Just Say 'Shame'?

Nathaniel Hawthorne would shudder.

If high schoolers say no to a drug test in at least one school in Dutch Fork, S.C., they won't get gold stars on their sleeves as a sign of compliance. Indeed, this potential for public humiliation has been called a kind of reverse scarlet letter.

For $10, parents can pay for a voluntary drug test, and students earn stars, in an attempt to put pride for being drug-free before punishment. That fits a growing trend toward voluntary drug testing.

But this peer-pressure approach to reducing drug use in schools skirts only slightly around the usual Fourth Amendment constitutional question of "unreasonable search" when it comes to testing students for drugs. It doesn't do away with the notion that drug testing is invasive, both physically - and now mentally.
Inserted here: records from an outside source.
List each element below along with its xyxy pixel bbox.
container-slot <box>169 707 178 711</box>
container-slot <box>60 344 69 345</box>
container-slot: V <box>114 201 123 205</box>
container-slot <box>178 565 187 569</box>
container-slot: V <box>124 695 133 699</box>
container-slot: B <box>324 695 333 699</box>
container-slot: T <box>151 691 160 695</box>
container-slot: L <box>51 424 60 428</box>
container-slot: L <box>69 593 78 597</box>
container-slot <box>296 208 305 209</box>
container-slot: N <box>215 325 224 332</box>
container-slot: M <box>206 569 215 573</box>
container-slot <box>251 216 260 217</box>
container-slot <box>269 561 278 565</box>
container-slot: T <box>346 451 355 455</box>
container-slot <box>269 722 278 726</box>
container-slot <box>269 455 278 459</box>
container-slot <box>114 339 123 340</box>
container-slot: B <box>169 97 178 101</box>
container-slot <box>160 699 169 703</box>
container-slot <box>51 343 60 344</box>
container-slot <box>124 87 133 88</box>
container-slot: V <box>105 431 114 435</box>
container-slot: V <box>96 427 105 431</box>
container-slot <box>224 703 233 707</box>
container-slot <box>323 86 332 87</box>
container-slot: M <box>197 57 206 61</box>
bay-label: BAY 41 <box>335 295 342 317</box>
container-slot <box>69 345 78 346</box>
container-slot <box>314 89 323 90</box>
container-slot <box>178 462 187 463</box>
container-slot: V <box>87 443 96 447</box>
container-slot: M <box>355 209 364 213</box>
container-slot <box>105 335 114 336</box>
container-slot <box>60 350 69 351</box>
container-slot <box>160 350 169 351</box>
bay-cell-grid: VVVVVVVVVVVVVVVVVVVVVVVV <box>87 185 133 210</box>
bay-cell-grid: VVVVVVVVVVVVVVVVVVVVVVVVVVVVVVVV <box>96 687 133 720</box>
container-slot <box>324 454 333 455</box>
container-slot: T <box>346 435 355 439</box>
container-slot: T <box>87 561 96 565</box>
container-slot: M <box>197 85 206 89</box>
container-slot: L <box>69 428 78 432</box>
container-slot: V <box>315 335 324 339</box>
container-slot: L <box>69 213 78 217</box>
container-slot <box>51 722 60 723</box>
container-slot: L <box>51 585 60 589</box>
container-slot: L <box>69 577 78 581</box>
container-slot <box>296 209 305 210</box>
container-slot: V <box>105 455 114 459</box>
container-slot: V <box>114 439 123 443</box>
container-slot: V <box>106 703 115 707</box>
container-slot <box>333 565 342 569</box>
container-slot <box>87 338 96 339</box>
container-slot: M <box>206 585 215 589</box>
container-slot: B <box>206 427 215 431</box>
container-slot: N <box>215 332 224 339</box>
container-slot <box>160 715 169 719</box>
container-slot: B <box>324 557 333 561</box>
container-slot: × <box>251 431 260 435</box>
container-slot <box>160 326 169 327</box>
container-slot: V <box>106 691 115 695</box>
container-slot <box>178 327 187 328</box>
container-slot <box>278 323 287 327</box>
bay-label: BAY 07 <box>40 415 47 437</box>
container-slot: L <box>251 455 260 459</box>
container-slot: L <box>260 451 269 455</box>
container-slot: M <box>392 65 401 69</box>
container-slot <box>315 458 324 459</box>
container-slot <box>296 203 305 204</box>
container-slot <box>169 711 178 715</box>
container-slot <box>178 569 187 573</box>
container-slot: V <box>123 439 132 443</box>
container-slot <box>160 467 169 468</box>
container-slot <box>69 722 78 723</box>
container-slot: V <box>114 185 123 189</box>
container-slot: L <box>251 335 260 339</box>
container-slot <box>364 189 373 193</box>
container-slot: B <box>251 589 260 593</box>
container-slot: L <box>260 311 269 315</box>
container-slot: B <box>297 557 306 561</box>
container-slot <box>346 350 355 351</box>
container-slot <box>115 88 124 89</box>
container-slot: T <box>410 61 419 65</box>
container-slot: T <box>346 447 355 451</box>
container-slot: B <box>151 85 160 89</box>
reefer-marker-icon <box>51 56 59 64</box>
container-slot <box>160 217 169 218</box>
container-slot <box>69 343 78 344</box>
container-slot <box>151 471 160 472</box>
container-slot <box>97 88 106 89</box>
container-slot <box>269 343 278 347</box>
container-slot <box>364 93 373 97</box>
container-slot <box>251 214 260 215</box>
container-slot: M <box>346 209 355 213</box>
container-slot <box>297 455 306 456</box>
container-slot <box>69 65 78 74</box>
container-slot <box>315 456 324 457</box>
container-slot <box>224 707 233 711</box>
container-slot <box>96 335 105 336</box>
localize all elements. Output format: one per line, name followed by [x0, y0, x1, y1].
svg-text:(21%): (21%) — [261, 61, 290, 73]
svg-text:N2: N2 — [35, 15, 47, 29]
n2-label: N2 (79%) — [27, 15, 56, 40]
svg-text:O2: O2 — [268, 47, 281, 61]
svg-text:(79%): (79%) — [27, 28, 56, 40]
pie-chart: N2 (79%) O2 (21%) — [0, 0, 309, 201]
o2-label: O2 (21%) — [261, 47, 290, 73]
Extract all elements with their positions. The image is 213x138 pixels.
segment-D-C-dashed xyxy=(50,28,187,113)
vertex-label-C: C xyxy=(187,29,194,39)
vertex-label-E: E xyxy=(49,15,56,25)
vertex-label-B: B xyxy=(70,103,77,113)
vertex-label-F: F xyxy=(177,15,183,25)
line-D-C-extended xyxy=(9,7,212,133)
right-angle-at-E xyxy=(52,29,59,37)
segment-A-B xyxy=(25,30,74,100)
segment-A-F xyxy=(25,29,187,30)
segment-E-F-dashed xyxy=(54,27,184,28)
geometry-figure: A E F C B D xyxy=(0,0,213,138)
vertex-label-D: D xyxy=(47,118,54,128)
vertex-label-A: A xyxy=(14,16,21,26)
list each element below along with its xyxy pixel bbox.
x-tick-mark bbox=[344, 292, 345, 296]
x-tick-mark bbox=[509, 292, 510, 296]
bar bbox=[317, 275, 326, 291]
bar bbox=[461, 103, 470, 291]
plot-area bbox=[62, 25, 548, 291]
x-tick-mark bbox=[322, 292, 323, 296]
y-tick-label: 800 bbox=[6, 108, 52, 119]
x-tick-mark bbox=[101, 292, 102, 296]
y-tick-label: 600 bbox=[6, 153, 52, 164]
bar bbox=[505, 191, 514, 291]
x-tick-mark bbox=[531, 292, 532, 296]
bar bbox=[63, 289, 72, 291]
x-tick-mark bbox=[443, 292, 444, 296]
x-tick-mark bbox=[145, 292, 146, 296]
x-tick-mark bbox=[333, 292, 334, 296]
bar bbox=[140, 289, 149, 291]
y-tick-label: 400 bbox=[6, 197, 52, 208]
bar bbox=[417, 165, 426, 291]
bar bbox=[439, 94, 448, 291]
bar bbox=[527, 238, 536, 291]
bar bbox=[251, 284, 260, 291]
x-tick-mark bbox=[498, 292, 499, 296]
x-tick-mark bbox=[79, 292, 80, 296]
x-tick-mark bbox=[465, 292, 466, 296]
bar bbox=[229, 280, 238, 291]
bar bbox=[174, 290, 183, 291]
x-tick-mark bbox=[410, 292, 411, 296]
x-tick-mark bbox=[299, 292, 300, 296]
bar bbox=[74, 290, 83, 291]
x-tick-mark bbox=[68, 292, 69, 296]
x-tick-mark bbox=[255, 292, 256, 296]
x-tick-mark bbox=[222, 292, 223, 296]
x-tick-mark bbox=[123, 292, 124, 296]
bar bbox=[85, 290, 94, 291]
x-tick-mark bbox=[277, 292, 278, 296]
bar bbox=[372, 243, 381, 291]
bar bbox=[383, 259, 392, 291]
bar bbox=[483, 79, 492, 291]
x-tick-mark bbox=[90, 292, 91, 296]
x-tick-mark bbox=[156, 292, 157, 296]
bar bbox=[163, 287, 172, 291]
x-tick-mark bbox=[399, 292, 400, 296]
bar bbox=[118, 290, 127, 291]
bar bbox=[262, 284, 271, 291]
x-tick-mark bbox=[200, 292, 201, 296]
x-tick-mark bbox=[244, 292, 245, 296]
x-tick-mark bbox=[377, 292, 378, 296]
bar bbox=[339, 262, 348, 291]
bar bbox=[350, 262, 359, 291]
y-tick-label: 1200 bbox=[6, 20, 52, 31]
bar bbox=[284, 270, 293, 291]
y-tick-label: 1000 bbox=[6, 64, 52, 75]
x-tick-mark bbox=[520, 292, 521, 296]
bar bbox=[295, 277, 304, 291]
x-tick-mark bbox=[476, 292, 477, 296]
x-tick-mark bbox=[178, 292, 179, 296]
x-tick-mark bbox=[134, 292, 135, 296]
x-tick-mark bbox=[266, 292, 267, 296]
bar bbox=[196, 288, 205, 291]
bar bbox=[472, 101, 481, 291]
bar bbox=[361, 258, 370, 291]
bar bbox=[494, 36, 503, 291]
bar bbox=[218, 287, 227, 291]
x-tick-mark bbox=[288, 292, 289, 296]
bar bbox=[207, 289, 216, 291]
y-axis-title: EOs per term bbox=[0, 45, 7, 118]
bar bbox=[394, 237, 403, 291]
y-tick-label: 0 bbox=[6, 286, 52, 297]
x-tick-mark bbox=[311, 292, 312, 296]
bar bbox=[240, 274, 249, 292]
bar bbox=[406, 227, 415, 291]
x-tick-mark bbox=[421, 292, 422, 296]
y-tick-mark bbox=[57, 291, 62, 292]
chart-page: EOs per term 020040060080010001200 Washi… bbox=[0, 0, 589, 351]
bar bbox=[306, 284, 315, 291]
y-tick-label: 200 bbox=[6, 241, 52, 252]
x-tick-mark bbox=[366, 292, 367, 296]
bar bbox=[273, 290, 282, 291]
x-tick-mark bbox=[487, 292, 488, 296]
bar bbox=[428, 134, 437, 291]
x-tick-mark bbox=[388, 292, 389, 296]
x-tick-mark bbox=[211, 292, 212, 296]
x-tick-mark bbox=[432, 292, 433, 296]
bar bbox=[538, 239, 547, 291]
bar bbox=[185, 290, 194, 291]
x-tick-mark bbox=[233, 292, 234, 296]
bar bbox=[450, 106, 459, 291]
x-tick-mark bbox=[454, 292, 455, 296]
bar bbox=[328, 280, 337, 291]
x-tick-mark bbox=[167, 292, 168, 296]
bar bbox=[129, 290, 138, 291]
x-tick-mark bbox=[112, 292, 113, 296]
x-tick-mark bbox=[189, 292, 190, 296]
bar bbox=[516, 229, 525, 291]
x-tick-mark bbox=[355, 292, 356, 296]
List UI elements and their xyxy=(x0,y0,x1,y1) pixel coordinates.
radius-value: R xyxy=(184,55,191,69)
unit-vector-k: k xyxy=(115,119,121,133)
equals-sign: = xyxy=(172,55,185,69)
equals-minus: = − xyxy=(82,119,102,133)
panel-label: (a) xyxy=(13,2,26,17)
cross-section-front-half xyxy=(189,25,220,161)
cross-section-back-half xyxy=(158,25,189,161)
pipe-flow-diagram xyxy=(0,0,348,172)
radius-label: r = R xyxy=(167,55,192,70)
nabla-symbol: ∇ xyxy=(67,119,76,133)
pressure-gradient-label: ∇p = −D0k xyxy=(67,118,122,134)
Small wonder some students, who might object to even this voluntary drug test for sound legal and moral reasons, would have difficulty being presumed as drug users by their peers when, in fact, they're not. There are other ways to develop character and promote responsible behavior.

That both parents and students say they like the idea is understandable. The environment where this experiment is being conducted is unique - it's largely upper-income, religious, conservative. Drug use, overall, is not as severe as in, for example, New York's inner city schools.

Still, half of Dutch Fork high school students report smoking marijuana, and this experiment, while somewhat clever, is a small step in a direction away from mandatory drug testing of students.

Drug use among teens remains a serious issue, but parents must not place the responsibility for drug-free kids at the front door of the school.